JOHANNESBURG — “A man who takes away another man’s freedom is a prisoner of hatred, he is locked behind the bars of prejudice and narrow mindedness. I am not truly free if I am taking away someone else’s freedom, just as surely as I am not free when my freedom is taken from me.”
Nelson Mandela — whose centenary was celebrated July 18 — wrote these words in his autobiography in 1994. But they are just as applicable to the world today as they were to the world that Mandela traversed before, during, and after his 27 years as a political prisoner in apartheid-era South Africa.
While watching the celebrations of Mandela’s life in Johannesburg, I wondered what he would think about the state of affairs today in my country, the United States. Despite many differences between Mandela’s South Africa and the United States today, the similarities are striking: brutal police assaults on black and brown bodies, legalized discrimination, pervasive propaganda, communities separated by walls — real and imagined, electoral disenfranchisement and entrenched economic inequality along racial and ethnic lines.
What might Mandela think about the assault on democracy in the United States? Would he propose a multi-racial movement for democracy as he led in South Africa? Would he propose reaching across “enemy” lines as he did throughout his own lifetime? And what would he say to people losing hope in the face of intolerance, hate and violence?
Unlike most pro-democracy movements of its time, the African National Congress that Mandela led for many years was committed to the idea of a multi-racial society as a matter of principle and strategy. They included sympathetic allies of all races and religions in the movement and all people in their vision for the future. This vision was radical and unique relative to liberation movements of its time and it helped to prevent government and activist violence from leading to civil war, and to create a democracy — albeit flawed — with one of the world’s most inclusive constitutions.
Today in the United States, it is easier to include all people of all races, ethnicities and socio-economic classes in a vision of the future than it is to include them in our day-to-day political organizing, electoral mobilizing and public narratives.
Mandela, however, would have reminded us that we are all impoverished until we recognize everyone’s humanity. Recognizing the humanity of those we most vociferously disagree with is not only a matter of principle, it is a powerful strategy to say that even our “enemies” have a place in society. When we don’t explicitly leave the door open to marginalized white communities, for example, then they’re right when they say they have no place in our United States.
Inclusion of everyone in our vision for the future cannot be unconditional. Everyone is entitled to her or his own opinion, but not their own facts. Human rights and human dignity must be respected. Yet, Mandela would have reminded us that many people are victims of propaganda — infected with learned prejudices. And demonizing millions of regular people as unredeemable excludes them from our vision of the future.
Hate cannot drive out hate. Just as prejudice is learned, it can be unlearned. And although manufacturers of hate may never change their views, their followers, hypnotized by propagandists, might change their actions, if not their beliefs. Isn’t there a difference between Steve Bannon and our family members who voted for Trump?
We can speak truth to power without demonizing everyone we disagree with. For example, calling family members “racists” shuts down conversation. But telling them they did something racist leaves open a space for dialogue, learning and change. Shutting down those spaces gives them another reason to push us even further away.
Twelfth-century philosopher Maimonides argued that hope is a belief in “the plausibility of the possible.” But the spike in intolerance, hate and violence since November 2016 puts into sharp relief the intolerance, hate and violence that many have endured since the founding of this country. And so where will we find hope? And how will we make the possible more plausible?
Perhaps we will participate in a moral revival through faith traditions. Perhaps we will mobilize to elect candidates at all levels who are representative of our country’s diversity. Perhaps we will get trained as organizers. And perhaps for those of us living with privilege, we will step aside and intentionally create space for women, African-Americans, Muslim-Americans, immigrants and others to lead us.
Hope is not blind faith, although it can be grounded in faith. We can create hope. It can come from learning skills that empower. It can come from protecting those most vulnerable among us. For some, simply surviving may bring hope for a better future. For those who feel safe enough — making ourselves uncomfortable by extending an open hand to family, colleagues and neighbors with whom we disagree might even surprise us and yield hope.
Mandela wrote that he never lost hope for a great transformation in his country because of the courage of ordinary men and women in the struggle. Today in the United States, we have the capacity to create a great transformation. This not a pitch for a perfect polity — one of the many phony wares that populists peddle. Nor is this a pitch for a golden age of the past or a utopia of the future.
This work requires us to show up in our brokenness and ignorance with a willingness to learn, a commitment to not give up when we make mistakes, which we will, and an understanding that no matter how much we disagree, our humanity and our fates are intertwined.
In 1994, once Mandela was declared the winner in South Africa’s first democratic elections, he reminded South Africans “that the liberation struggle was not a battle against any one group or color, but a fight against a system of repression.” If he were alive celebrating his centenary with us, this is the struggle Mandela would remind us to undertake.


— TASK STATEMENT —
The records that follow must be repeated exactly, minus the images.

— Stored records —

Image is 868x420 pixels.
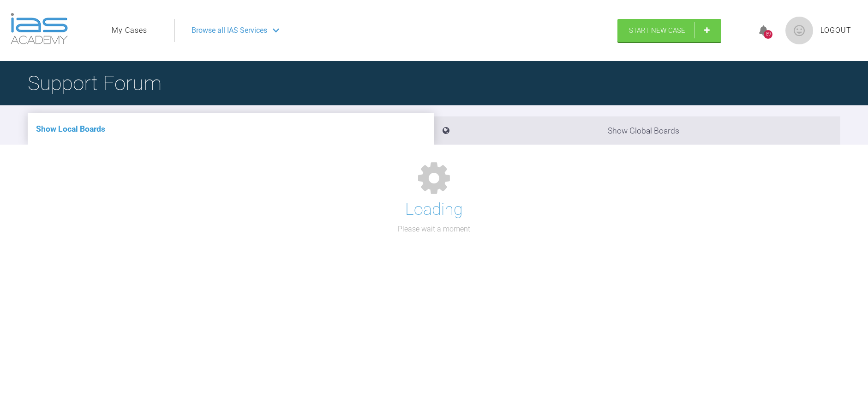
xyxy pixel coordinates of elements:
[28,67,161,99] h1: Support Forum
[11,13,68,44] img: logo-light.3e3ef733.png
[786,16,813,44] img: profile.png
[398,223,470,235] p: Please wait a moment
[629,26,685,34] span: Start New Case
[405,196,463,223] h1: Loading
[28,113,434,144] li: Show Local Boards
[820,24,851,36] a: Logout
[764,30,772,39] div: 89
[617,19,721,42] a: Start New Case
[111,24,147,36] a: My Cases
[434,116,841,144] li: Show Global Boards
[191,24,267,36] span: Browse all IAS Services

— TASK ANSWER —
Image is 868x420 pixels.
xyxy pixel coordinates of elements:
[28,67,161,99] h1: Support Forum
[11,13,68,44] img: logo-light.3e3ef733.png
[786,16,813,44] img: profile.png
[398,223,470,235] p: Please wait a moment
[629,26,685,34] span: Start New Case
[405,196,463,223] h1: Loading
[28,113,434,144] li: Show Local Boards
[820,24,851,36] a: Logout
[764,30,772,39] div: 89
[617,19,721,42] a: Start New Case
[111,24,147,36] a: My Cases
[434,116,841,144] li: Show Global Boards
[191,24,267,36] span: Browse all IAS Services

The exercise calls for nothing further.